History of the Program
One of the most common forms of healthcare fraud occurs when providers submit claims induced by unlawful kickback arrangements. For example, if a hospital agrees to compensate a doctor based on his ability to steer patients to that hospital, such compensation would constitute an illegal kickback. If the hospital then bills a government program for patients referred by the doctor, the claims billed for those patients would violate the False Claims Act (“FCA”).
The basic purpose of the Anti-Kickback Statute (“AKS”) is to ensure that medical providers make patient referrals based on their best medical judgment. When the provider has a financial motive to refer a patient one place rather than another, it erodes trust in the entire health care system and runs the risk of patients receiving care that is low quality or perhaps unnecessary.
The AKS is drafted broadly to prohibit all forms of “remuneration” paid or offered in exchange for referrals.
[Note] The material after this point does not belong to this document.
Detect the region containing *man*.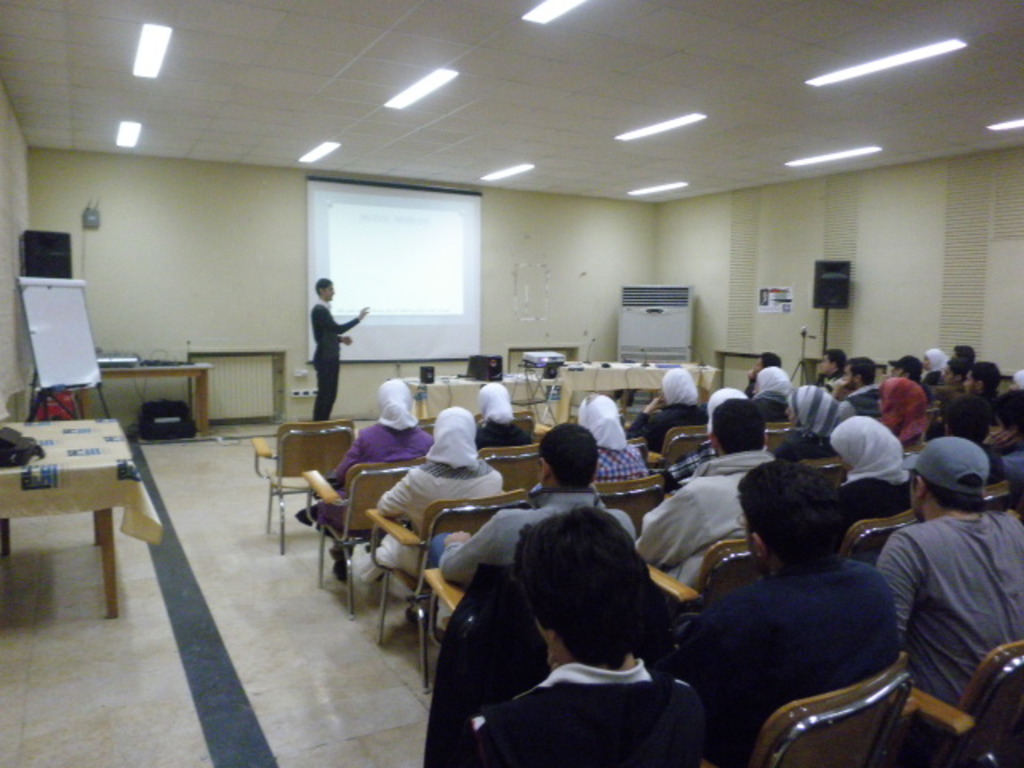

These prohibited forms of payment can include free or below-market rent, discounts not available to non-referring providers, profit-share agreements, consulting fees for minimal or non-existent work, and reimbursement for expenses that the providers would otherwise have to pay themselves.
AKS Basics and Its Interaction With the FCA
The Anti-Kickback Statute, 42 U.S.C. § 1320a-7b(b), is actually a criminal law, designed to criminalize both soliciting and receiving kickbacks. The law only applies in the health care setting and only when payment is made by a “Federal health care program” such as Medicare or Medicaid. A whistleblower pursuing an AKS-based action must be able to show that the defendants acted “knowingly and willfully”—though the law makes clear that a defendant does not need to know about the AKS or specifically intend to violate the statute in order to be liable.
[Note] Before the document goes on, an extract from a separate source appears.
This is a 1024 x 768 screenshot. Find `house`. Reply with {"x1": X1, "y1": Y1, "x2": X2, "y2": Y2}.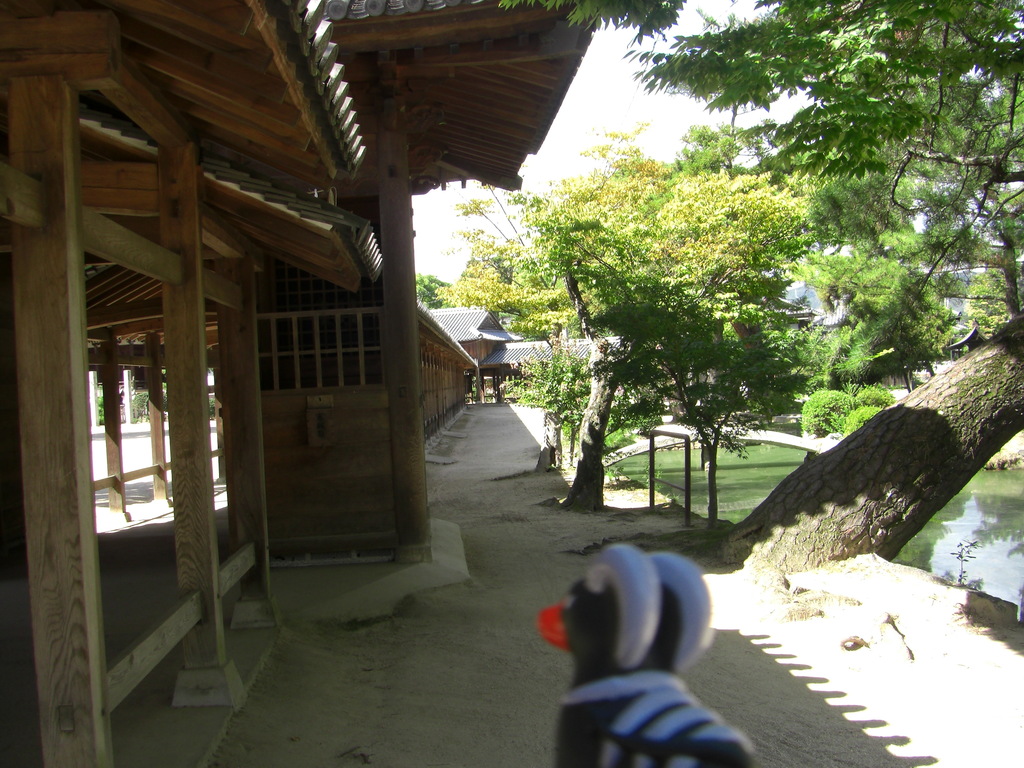
{"x1": 22, "y1": 0, "x2": 659, "y2": 692}.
One thing that makes kickback cases different from other types of FCA cases is that the focus is less on the specific services being provided and more on the financial ties between the treating and the referring providers. For example, if a whistleblower alleges that a hospital has paid kickbacks to a doctor to refer patients for cardiac surgery, the whistleblower does not have to prove that there was anything else wrong with any specific surgery (e.g., that it was medically unnecessary, that the hospital charged too much for it). In a kickback case, once the whistleblower can establish that the scheme as a whole violates the AKS, the claims resulting from that unlawful relationship that were billed to the Government are false claims.
AKS: A Complex Web of “Safe Harbors”
The basic rules established by the AKS are simple: do not pay kickbacks and do not demand kickbacks in exchange for healthcare referrals. But these straightforward rules are complicated by a number of different “safe harbors” that protect certain types of financial arrangements that might otherwise violate the statute.
Some common examples of safe harbors include:
- Payments from an employer to an employee (as compared to an independent contractor).
- Personal service agreements with compensation set in advance and not based upon actual or expected volume of referrals.
- Written lease agreements that are not based on actual or expected volumes of referrals.
- Co-pay waivers made on a good faith determination of financial need.
Safe harbors almost all have strict criteria, and because safe harbors are exceptions to the law, they are generally interpreted narrowly against those who assert them. At the same time, the fact that a financial relationship falls outside of any safe harbor does not mean that it automatically violates the AKS and FCA—it simply means that the relationship is susceptible to AKS and FCA liability.
Common Types of Kickback Schemes That Implicate the FCA
Kickback arrangements can take numerous different forms. Some common financial arrangements that have resulted in AKS and FCA liability include:
- Health care entities (such as a hospital, nursing home, clinic, etc.) paying a referring doctor to serve as a “medical director.”
- Pharmaceutical companies or medical device suppliers offering discounts that are specifically tied to the volume of products ordered.
- Offering to waive patients’ deductibles or co-pays on a routine basis and without any showing of financial hardship from the patients.
Kickback-based FCA cases can be quite complex, can often overlap with Stark Law allegations, and can involve numerous potential safe-harbor defenses. It is therefore important for whistleblowers looking to pursue AKS cases to have experienced FCA counsel on their side like the national leaders in health care fraud at Barrett Johnston Martin & Garrison, PLLC.